Monday, Sep. 13, 1999
Start School With a Click
By Rebecca Winters
Getting ready to go back to school in the good old days of, say, 1997 meant a few trips to the mall, a quick check of the bus route and a thorough sweep of the stationery aisle. This year, for many parents, there are some new things to remember: the teacher's e-mail address, the school's website or which night online homework help chat will be offered. "The 1999-2000 school year will be the one where the majority of parents really feel the Internet's influence on their child's education at the everyday level," says Jonathan Carson, chairman and ceo of the Family Education Co., based in Boston, which offers an informational parenting website at familyeducation.com and a framework for local schools to create and maintain their own sites.
In some schools, last year provided a hint of what was to come. This year promises to show a quantum leap in the spread of school technology: parents in many districts can expect to be able to check the school lunch menu, read class notes, see activity calendars and, perhaps best of all, view nightly homework assignments--all online. "The schools are wired," says Carson. "A majority of parents now have access, and the educators are ready to go."
Over the summer, parents of high school German students in Ithaca, N.Y., got to be part of a class trip to Europe, through their home computers. The class brought a digital camera and laptop with them to Germany and documented their visit on their web page. Harry Ash, father of 16-year-old traveler Brian, found it reassuring to see his son's smiling face from half a world away. "It gives me great comfort," Ash says, three days into the monthlong trip. "Brian's staying with a family that doesn't speak much English. This is new to him." Before their kids left, parents checked the site for scheduling information, a list of activities and advice on cultural differences. There were some glitches along the way (at one point, the digital photo files weren't transmitting properly). But this new virtual connection between parent and school is a strong alternative to the paper memos Carson calls "backpack mail," about one-third of which never makes it home on any given day.
When it's designed well, a district, school or classroom website can significantly change the relationship between the parent and the school, says Cynthia LaPier, Ithaca's director of information and instructional technology. "All the research says that the more you can involve parents in school, the better," LaPier says. "The technology gives us another way to reach them, especially parents of secondary school students, who tend to be less involved."
Ithaca high school physics teacher Steve Wirt gets e-mail from parents regularly, some from moms and dads he believes might otherwise not pick up the phone with a concern. Using software called Blackboard CourseInfo, designed to make website building intuitive for teachers, Wirt conducts online chats with his students, often reviewing for a quiz or discussing homework problems.
But Ithaca may not be the average place to take high school physics, or to parent: physicist Carl Sagan sent his children through the district that shares its small city with enormous Cornell University. That doesn't mean every family in town has a computer in the home. Ithaca has discussed opening its computer labs to parents and the community after hours. "We need to make sure we're not just reaching a fraction of the population," LaPier says. And parents do express concerns about their child's privacy, as well as access to inappropriate material online. But they're coming around, LaPier says.
The way things are going, by the end of this year, many parents may be fully converted--and in fact dependent upon their schools' technological capabilities. At a recently wired school in Novi, Mich., the school webmaster was just a few hours late posting the lunch-menu calendar on the website, which was created with the help of Carson's Family Education Co. In that time, more than a dozen parents called him to request the information. "A year ago, it never would have been there," says Carson. And now parents are finding it's tough to get by without it.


Check each line of the data for the string "label". Report how many have it, and give nothing else.

[AVAILABLE DATA — start]

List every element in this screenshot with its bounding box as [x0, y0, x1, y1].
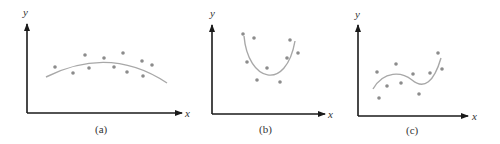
figure-canvas: y x (a) y x (b) y x (c): [0, 0, 500, 144]
x-axis-label: x: [471, 110, 477, 122]
data-point: [385, 84, 389, 88]
data-point: [255, 78, 259, 82]
data-point: [112, 65, 116, 69]
data-point: [288, 38, 292, 42]
data-point: [150, 63, 154, 67]
data-point: [285, 56, 289, 60]
data-point: [140, 59, 144, 63]
data-point: [83, 53, 87, 57]
data-point: [375, 70, 379, 74]
data-point: [241, 32, 245, 36]
data-point: [102, 56, 106, 60]
fitted-curve: [46, 62, 167, 83]
panel-caption: (c): [406, 124, 419, 137]
data-point: [71, 71, 75, 75]
data-point: [265, 66, 269, 70]
data-point: [125, 70, 129, 74]
x-axis-label: x: [327, 108, 333, 120]
data-point: [141, 74, 145, 78]
data-point: [428, 71, 432, 75]
panel-b: y x (b): [209, 7, 333, 136]
data-point: [440, 67, 444, 71]
data-point: [121, 51, 125, 55]
panel-caption: (b): [259, 123, 272, 136]
fitted-curve: [244, 36, 295, 75]
panel-a: y x (a): [22, 6, 190, 136]
y-axis-label: y: [354, 8, 360, 20]
y-axis-label: y: [209, 7, 215, 19]
data-point: [87, 66, 91, 70]
data-point: [296, 51, 300, 55]
data-point: [399, 81, 403, 85]
panel-caption: (a): [95, 123, 108, 136]
scatter-points: [53, 51, 154, 78]
panel-c: y x (c): [354, 8, 477, 137]
data-point: [245, 60, 249, 64]
data-point: [278, 80, 282, 84]
data-point: [417, 92, 421, 96]
y-axis-label: y: [22, 6, 28, 18]
x-axis-label: x: [184, 107, 190, 119]
data-point: [411, 72, 415, 76]
data-point: [53, 65, 57, 69]
data-point: [394, 62, 398, 66]
data-point: [436, 51, 440, 55]
data-point: [252, 36, 256, 40]
data-point: [377, 96, 381, 100]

[AVAILABLE DATA — finish]

**RESULT BELOW**
6